Potential, positivity and possibilities.

Anyone looking in to my life through a window over the past few years would have, I suspect, had an entertaining time. They would have seen so many twists and turns that in a sense, it would have made a good screenplay.

There has been much change, much loss, much gain, massive change. There has been trauma, joy and wonder. One thing for certain, although my life on a daily basis is not exactly a riveting sequence of events, over these past couple of years, amidst the mundane things of life has been shifts within me, and in my circumstances that are nothing short of monumental.

In many ways it has felt something of a roller coaster of good things and bad things. Like two sides of the coin with one being good consequences and the other negative ones. But of course it’s so much more complex than any kind of binary description can ever do justice.

About a year ago, I sat down with my partner and began the process of coming out transgender. It marked a moment in time, a moment where I allowed myself to verbalise something of the things within me that I had, in very real ways, been too scared to do. Suddenly the words were out there, they had been spoken and there marks the moment my transition really began.

It was as if this moment was a moment when suddenly all bets were off. It was a moment of opening Pandora’s box, and realising it couldn’t be closed again. It was open and flooding out came everything. All of it, all of the things held down, all of the things pushed down, all of the thoughts, feelings, desires. It was all laid bare, ready and waiting to be paid attention to.

I did pay attention, and I have been pushing forward in transition ever since. I could do nothing else. It was like unstoppable force met immutable object and the immutable object was swallowed up by the unstoppable force and onward we went.

Some have said my transition has been very fast. Well I guess it has so far. It has now slowed, I guess the speed thing, was in the accepting and taking on the reality that I was indeed a trans woman. Once I got to there, I couldn’t pretend anymore and so very quickly, within a few months I was presenting full time as my true gender.

With hindsight I can see how this was a hard thing for my family, but also, I can see that as time has gone on, the end result of where we are now would not have been able to be any different.

Fast forward to now, and here I am, I have endured much pain and loss, I no longer have a life partner as they were unable to continue to be with me, I have had to move out of the family home and begin making a life for myself all over again.

It’s been really fucking hard. I lost my role as carer for my daughter, and with a part of my parental identity. I’ve spent hours with counsellors, doctors, psychologists and so forth managing my transition and my mental health. It’s been tough, but I am emerging through it, and new possibilities arise.

It certainly hasn’t been all bad either, amidst the pain has always been the possibility and positivity of being the real me, of moving forward. People who have known me for long periods of time have commented on the weight that used to be obviously holding me down was gone, that I appeared lighter, happier and more confident.

And it is true. Of course, I don’t pretend that coming out and transitioning is all peaches and cream, because it isn’t. The reality is that every day as I live my life as a visible trans woman that I endure risk, that I am in a state of hypervigillance. A state where every whispered words between others is questioned, when each double take you observe leaves you wondering if you remain physically safe or not.

But in all of that is the day by day feeling of being more me than I have ever been. As time passes and I feel more at home in my own skin the possibility of success seems closer and more real than it ever has before. In pre transition life or since transition began.

Today is a good day. I got some great news, and for the first time in a long time, I feel genuinely excited about a possible employment opportunity. I feel genuinely positive that I an autistic, trans woman in the midst of transition, might just be able to smash down all those barriers to employment and begin to earn again, begins to be able to feel like a worthwhile contributor to society again.

For so long, far too long, it has felt largely and mostly hopeless. That I was destined to be reliant forever on government assistance, that by way of being autistic and transgender there were just too many barriers. But today, yes, today, and onwards I believe, or at least I am beginning to believe that, yes, just maybe, true acceptance is possible.

I can be accepted as an Autistic person and not be a drain and blight on the communities in which I am involved.

I can be accepted and not just tolerated as a trans woman in the communities I move in and out of and through.

Yes. More than tolerance is possible. Acceptance is possible, and who knows, maybe celebration is truly possible too.

When the possible drifts past, grab onto it with every fibre of hope and dreams you can. Not with the bullshit of positive thinking, but with every fibre of you being the best you can be. By being authentic, real, open and honest.

Yes, today I feel it just really is possible, because in a range of experiences over the past few years, I have been the most authentic me that I can be, I have stared Pandora’s open box and begun to answer the questions with an honesty that I had always hidden.

All I can say, I guess, is, be the best you that you can be, and that means, staring down the hard questions, the uncomfortable ones and being open, honest and real. It means being the you that you reserve for those dark and secret places within you, it means opening that secret place up a little and it means trusting. Trusting that you won’t self implode yourself to utter destruction.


WHAT THE EXERCISE ASKS: Leave out the pictures and print precisely the lines from the line with "uncover man region." to the final line of the entries, both ends included.

Collected data:
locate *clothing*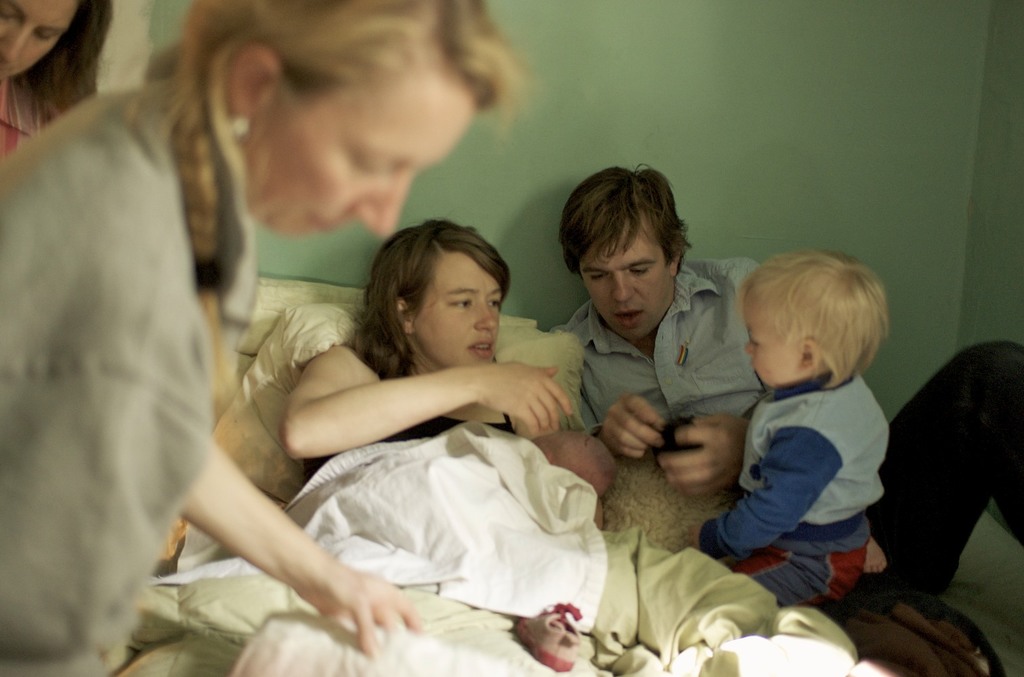
<box>299,382,521,485</box>
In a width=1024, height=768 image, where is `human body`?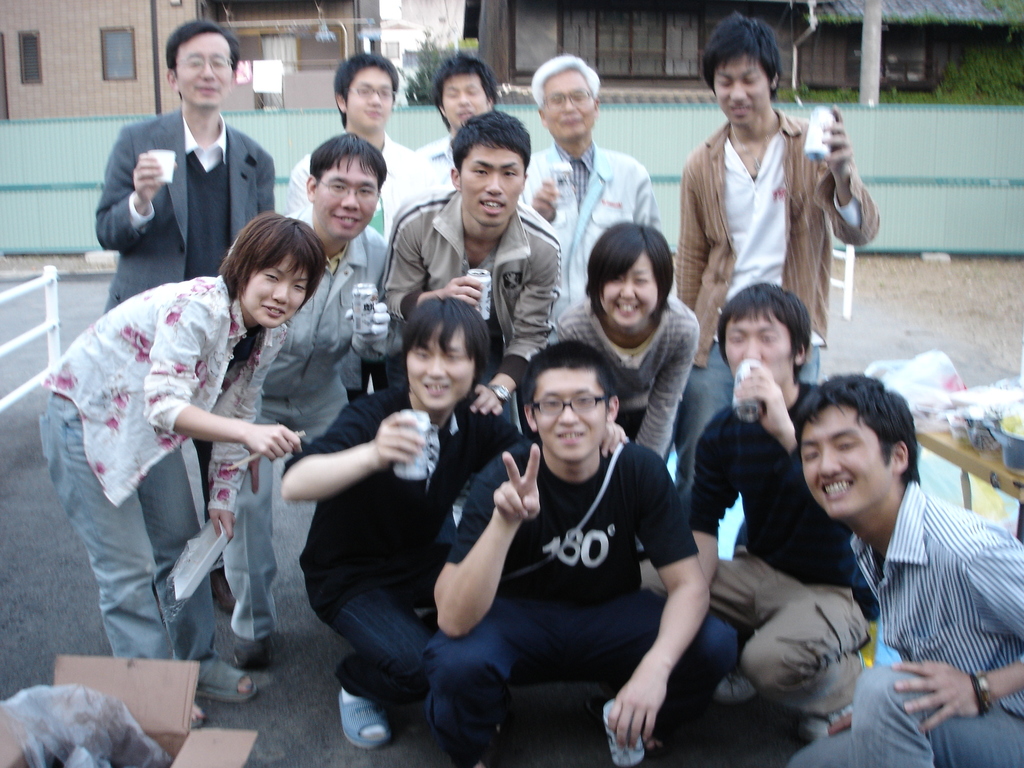
[268,294,522,742].
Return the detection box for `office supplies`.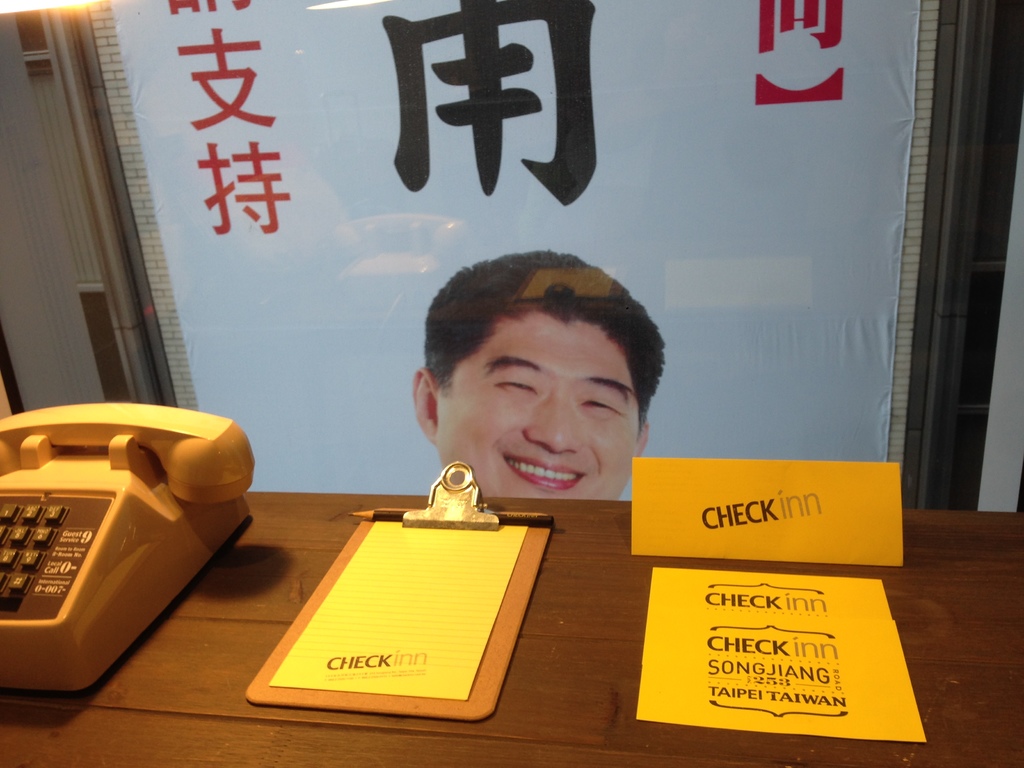
[636,458,901,557].
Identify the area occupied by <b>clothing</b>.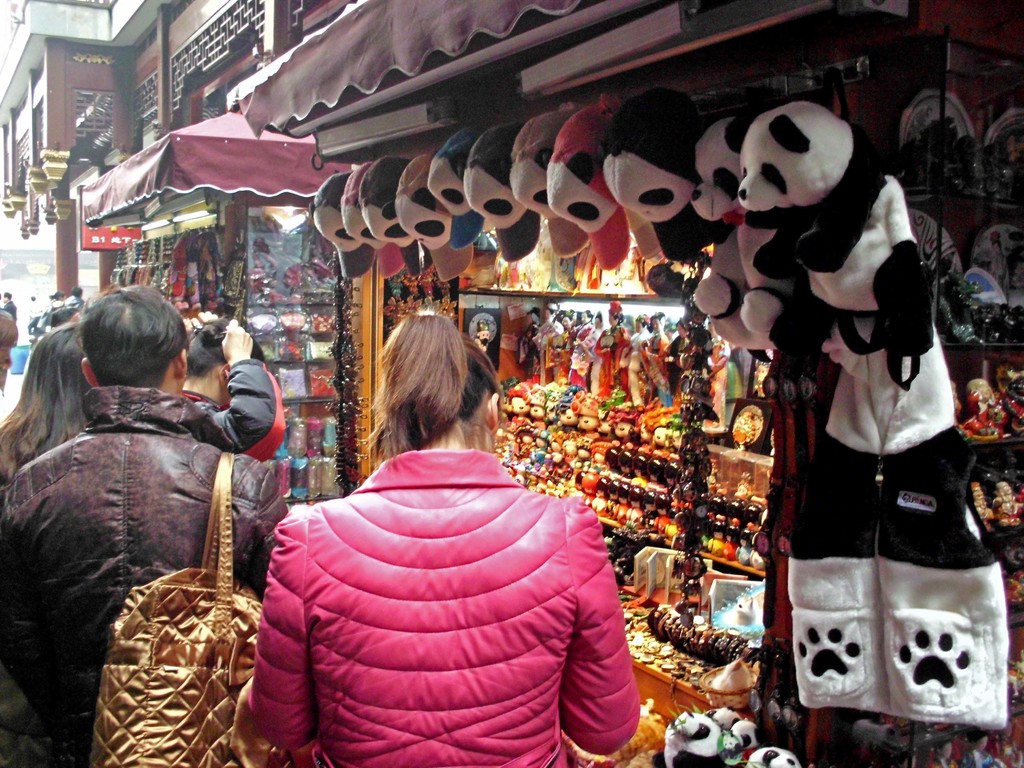
Area: [67,292,83,314].
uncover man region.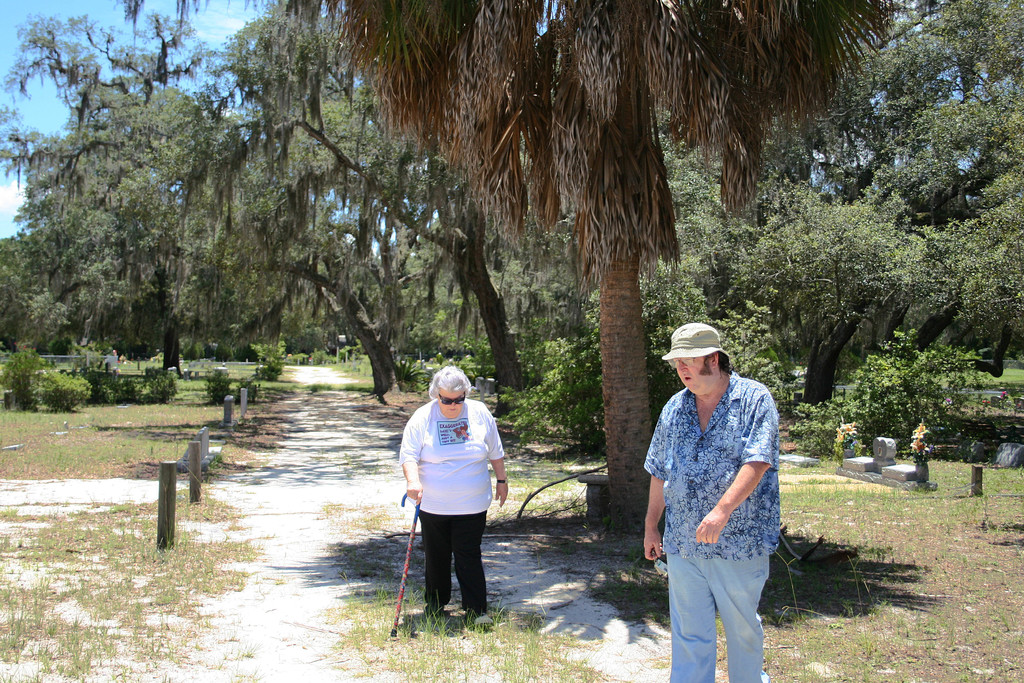
Uncovered: [640,320,780,676].
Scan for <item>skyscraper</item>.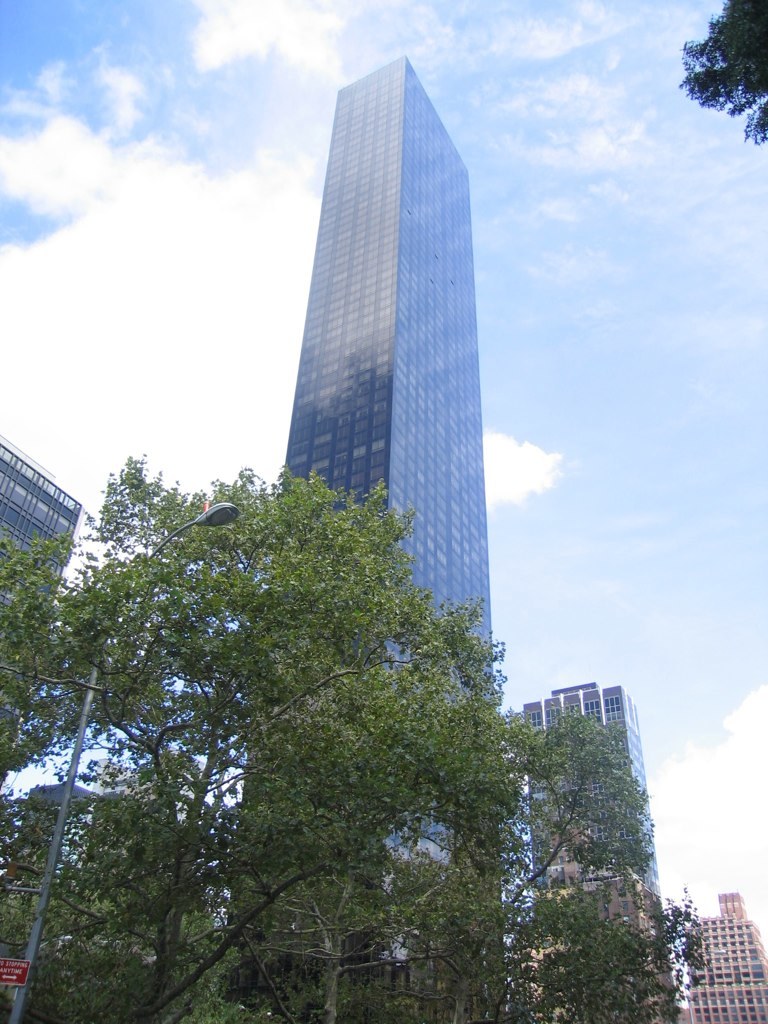
Scan result: box(673, 878, 767, 1023).
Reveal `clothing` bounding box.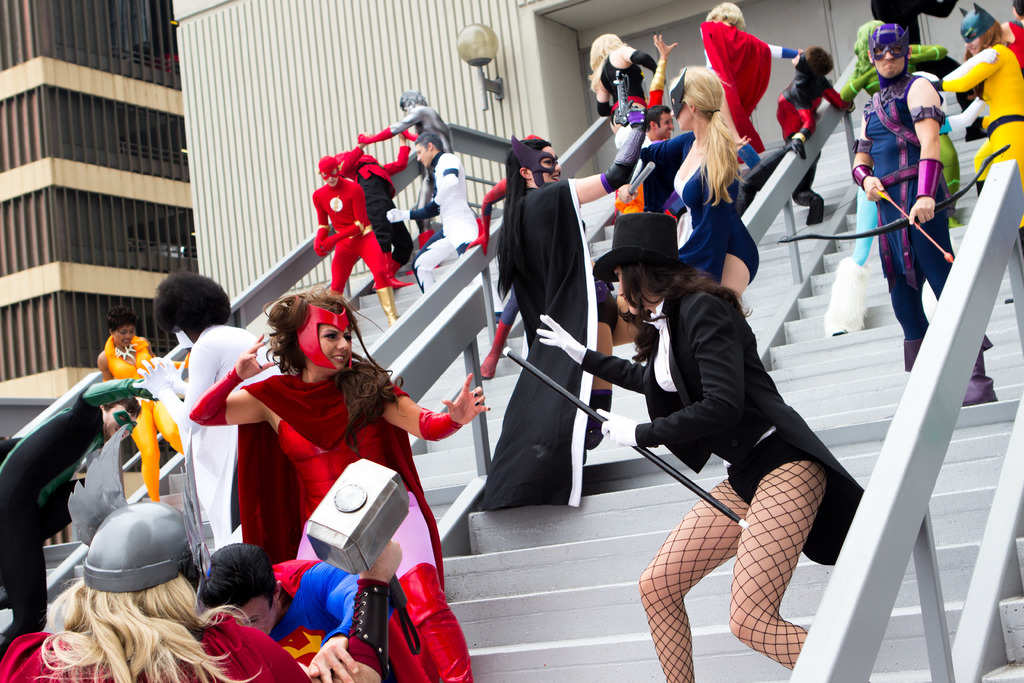
Revealed: (x1=264, y1=558, x2=403, y2=682).
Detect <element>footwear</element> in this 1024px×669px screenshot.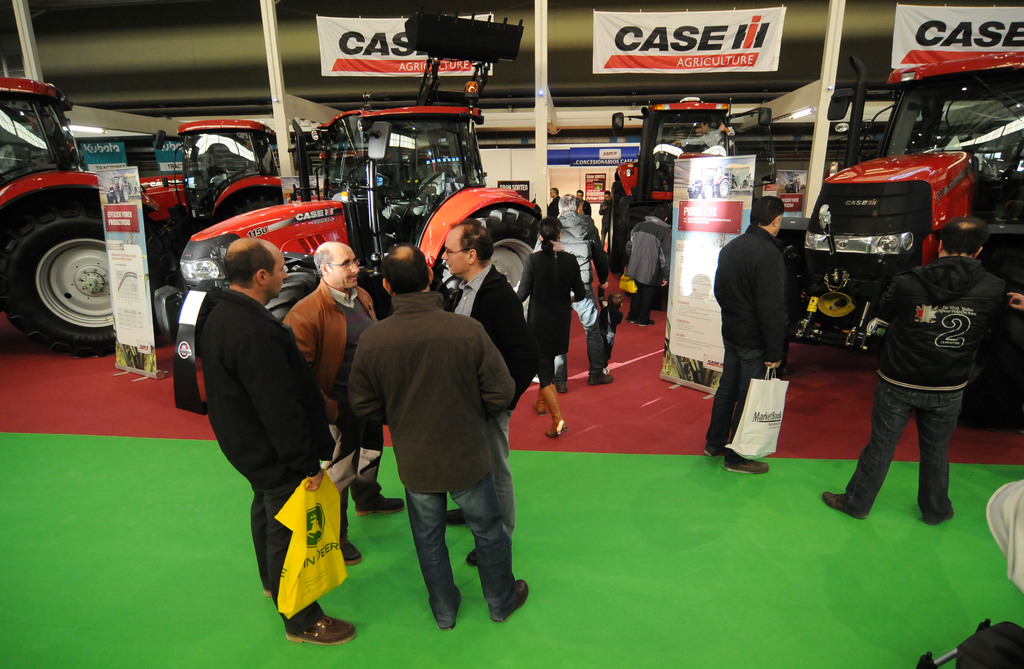
Detection: l=540, t=384, r=570, b=442.
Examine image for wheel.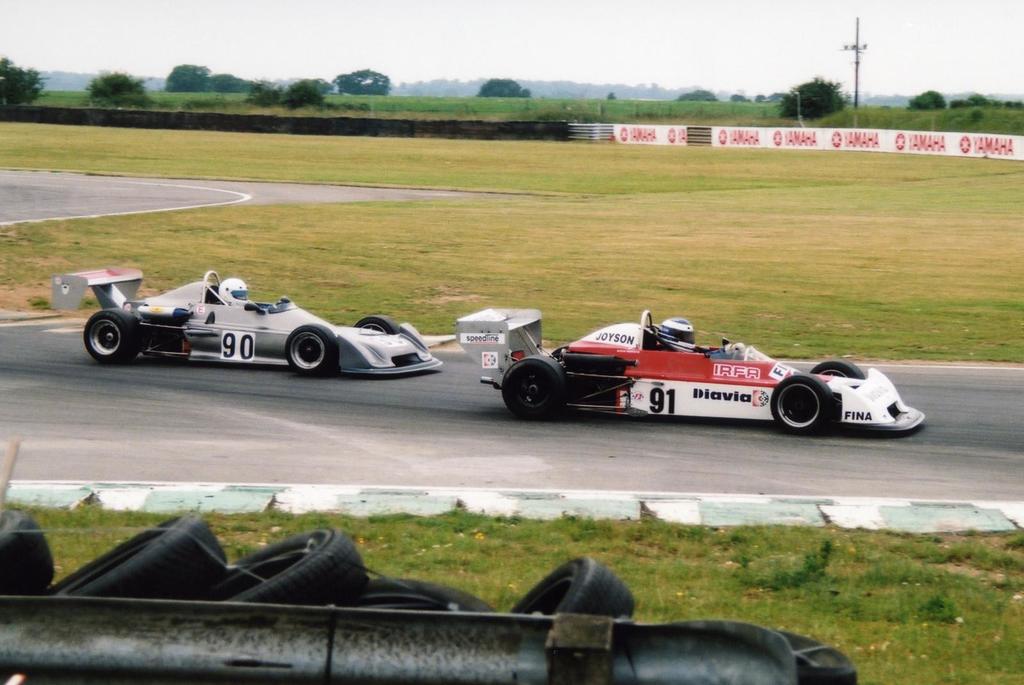
Examination result: 84,310,144,364.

SOLUTION TO THE PROBLEM:
uncover man region.
Uncovered: [640,320,780,676].
Scan for <item>skyscraper</item>.
Scan result: box(673, 878, 767, 1023).
Reveal `clothing` bounding box.
Revealed: (x1=264, y1=558, x2=403, y2=682).
Detect <element>footwear</element> in this 1024px×669px screenshot.
Detection: l=540, t=384, r=570, b=442.
Examine image for wheel.
Examination result: 84,310,144,364.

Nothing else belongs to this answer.